If the host page overlays its own buttons, hint layers, or guides, those layers may block clicks inside the iframe. In that case, you can forward host-layer coordinates into the scene.

The current advanced API method is:

js
await api.dispatchTouchEvent(x, y);

Typical Scenarios

  • the host layer places a transparent overlay above the iframe
  • you want to centralize click analytics before deciding whether the scene should also receive the click
  • you need custom hit-testing logic

Basic Usage

js
overlay.addEventListener('click', async (event) => {
  await api.dispatchTouchEvent(event.clientX, event.clientY);
});

Note: x and y should be coordinates inside the iframe, not host-page coordinates.

If the overlay and iframe have exactly the same size and position, you can pass the values directly. Otherwise you need to convert coordinates between the two spaces.

What It Actually Does

dispatchTouchEvent():

  1. receives screen coordinates from the host page
  2. converts them into a ray based on the iframe container size
  3. performs one internal object hit test

So what you should pass in is iframe-page coordinates, not raw host-page coordinates.

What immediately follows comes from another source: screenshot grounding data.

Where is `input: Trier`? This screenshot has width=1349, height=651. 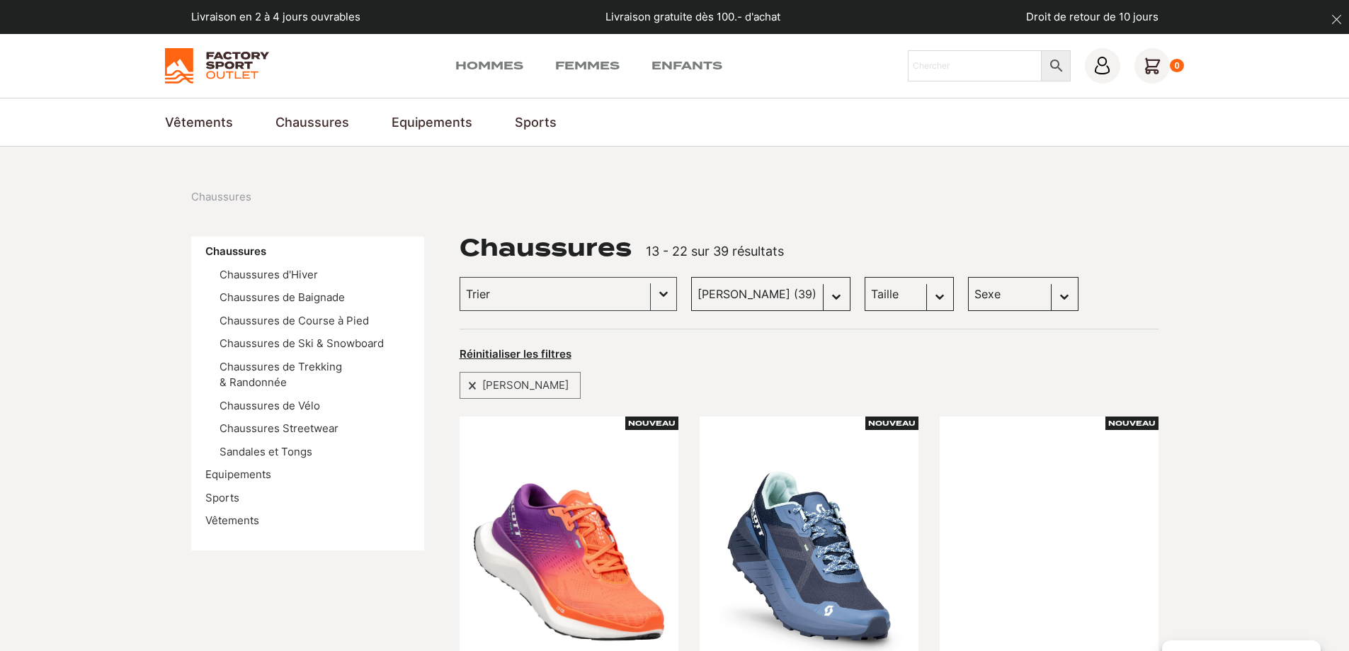 input: Trier is located at coordinates (555, 294).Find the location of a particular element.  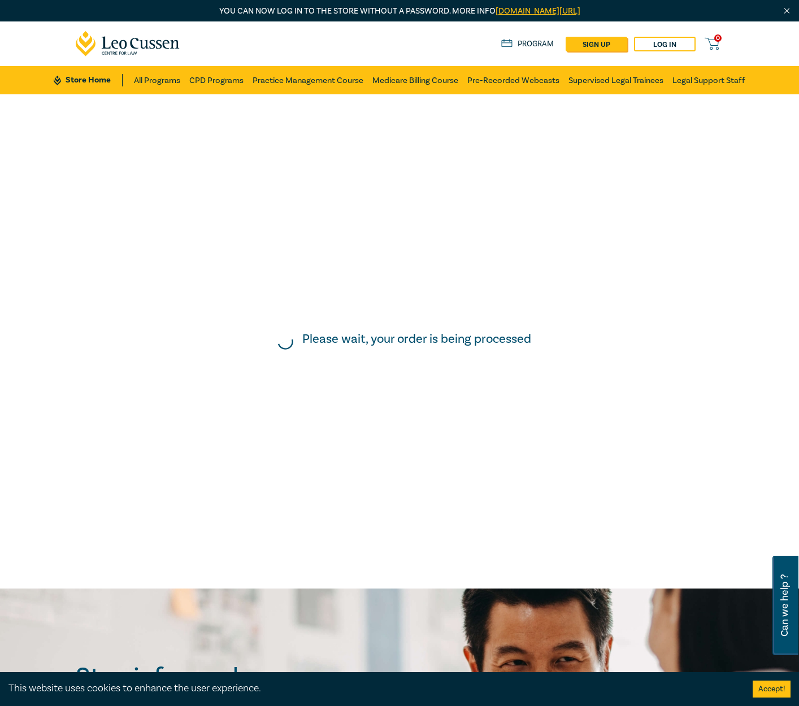

span: 0 is located at coordinates (717, 38).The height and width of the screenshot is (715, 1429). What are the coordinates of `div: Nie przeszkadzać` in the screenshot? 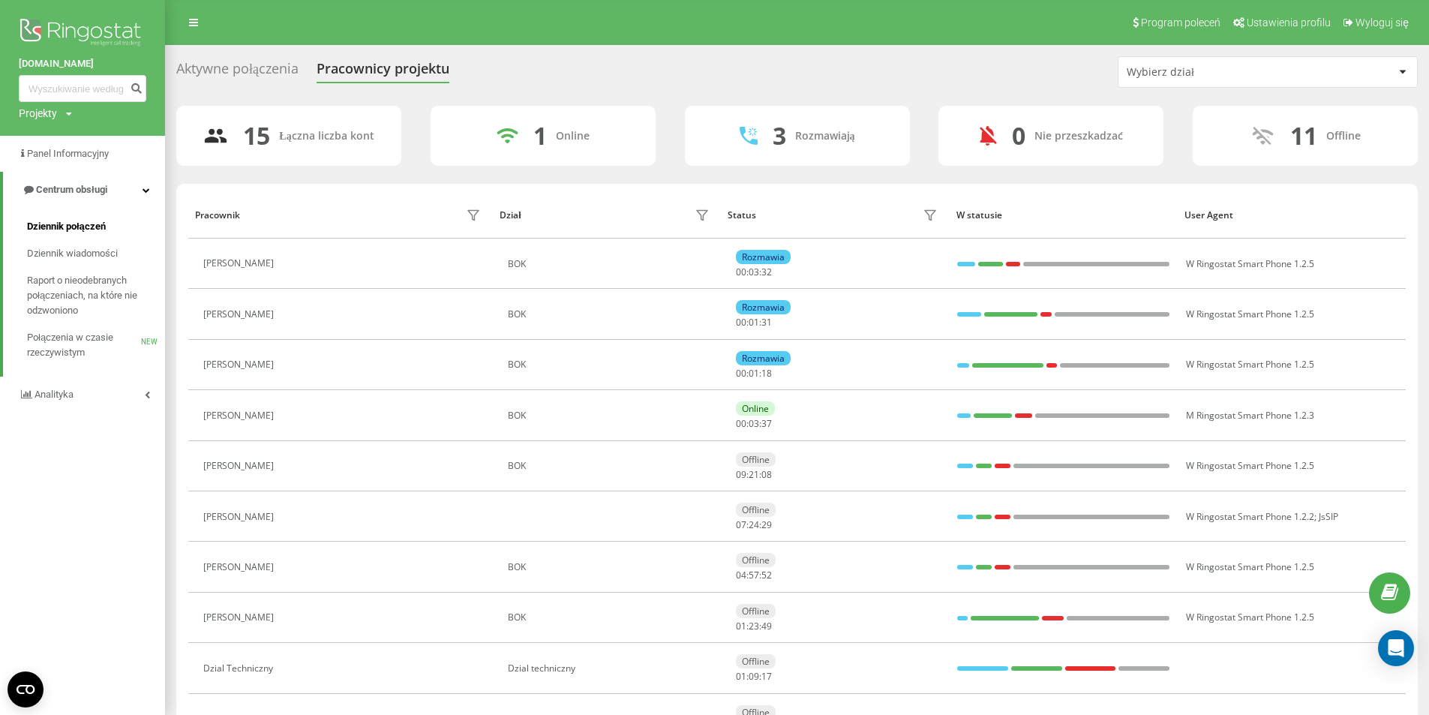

Using It Together with Object Events

This is commonly paired with api.on('click', ...):

js
const target = await api.getObject('rabbit');

await api.on('click', ({ target }) => {
  console.log('Internal object clicked', target);
}, target);

Notes

  • x and y must be numbers
  • if the iframe container is hidden or its width or height is 0, the event will not take effect
  • this only forwards a click; it does not simulate a full touch gesture system

Recommendation

If you only need a few custom buttons, it is usually better to place them away from critical interaction areas. Use dispatchTouchEvent() only when the host layer really needs to take over the click chain.